Everybody’s gotta hold on hope
It’s the last thing that’s holding me

“Hold On Hope” by Guided by Voices

Understanding someone’s mental make-up

The podcast “Literally! with Rob Lowe” is in my regular rotation. I don’t get to every episode, but they’re usually pretty entertaining. The last one I listened to, however, was quite enlightening. Rob’s guest spoke eloquently and intelligently about the origins of makeup in this one-minute clip:

I certainly wasn’t expecting such erudition from this guy:

Yep, the self-proclaimed “God of Thunder” is actually a really smart cookie. And he makes no bones about the fact that he and his KISS buddy Paul Stanley were more interested in success than critical acclaim. But the podcast interview gives a lot more insight into that drive. It came from Gene’s mom, a Holocaust survivor who, at the age of 14, watched as her mother and grandmother were led away to the gas chambers.

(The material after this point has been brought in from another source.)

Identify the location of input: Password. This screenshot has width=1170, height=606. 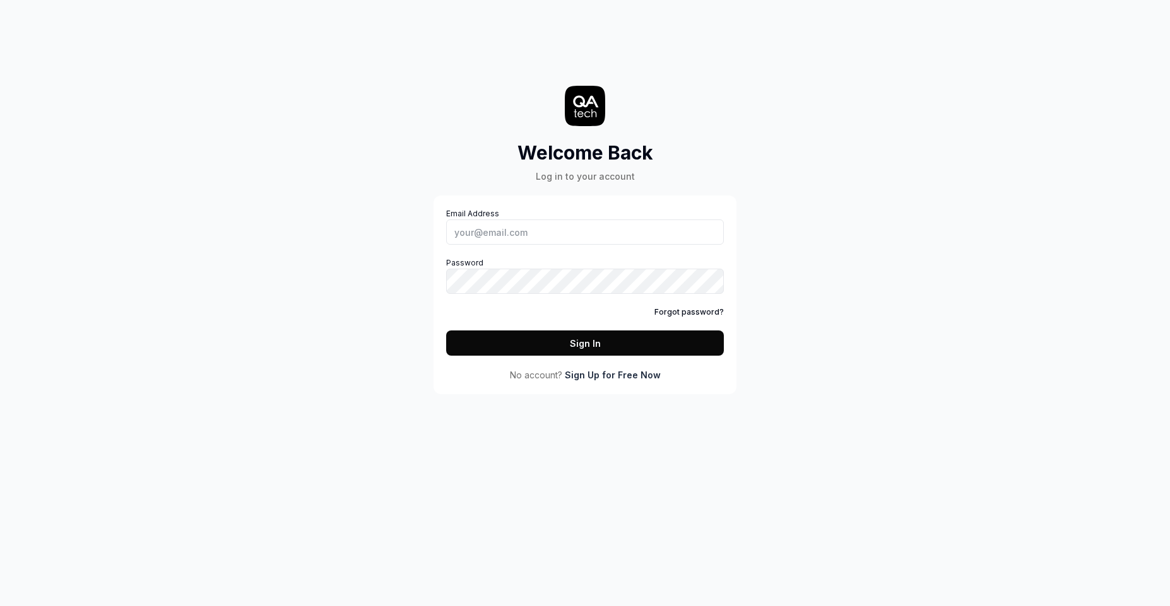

Gene’s mom instilled in her only child a drive to make money… but as a means of safety, as some insulation against harm and danger. And Gene talks about how his mom was — and still is — his compass, and the person who gave him some much needed perspective on what really matters.

I tuned in expecting some laughs and funny stories (and the episode has those), but I didn’t expect the history lesson, and the emotional gravitas.

Gene may wanna rock and roll all night, and party every day… but there’s some real substance behind that kabuki makeup.

You can listen to the full podcast here on Podcast Addict (my favorite app for collating and listening to podcasts).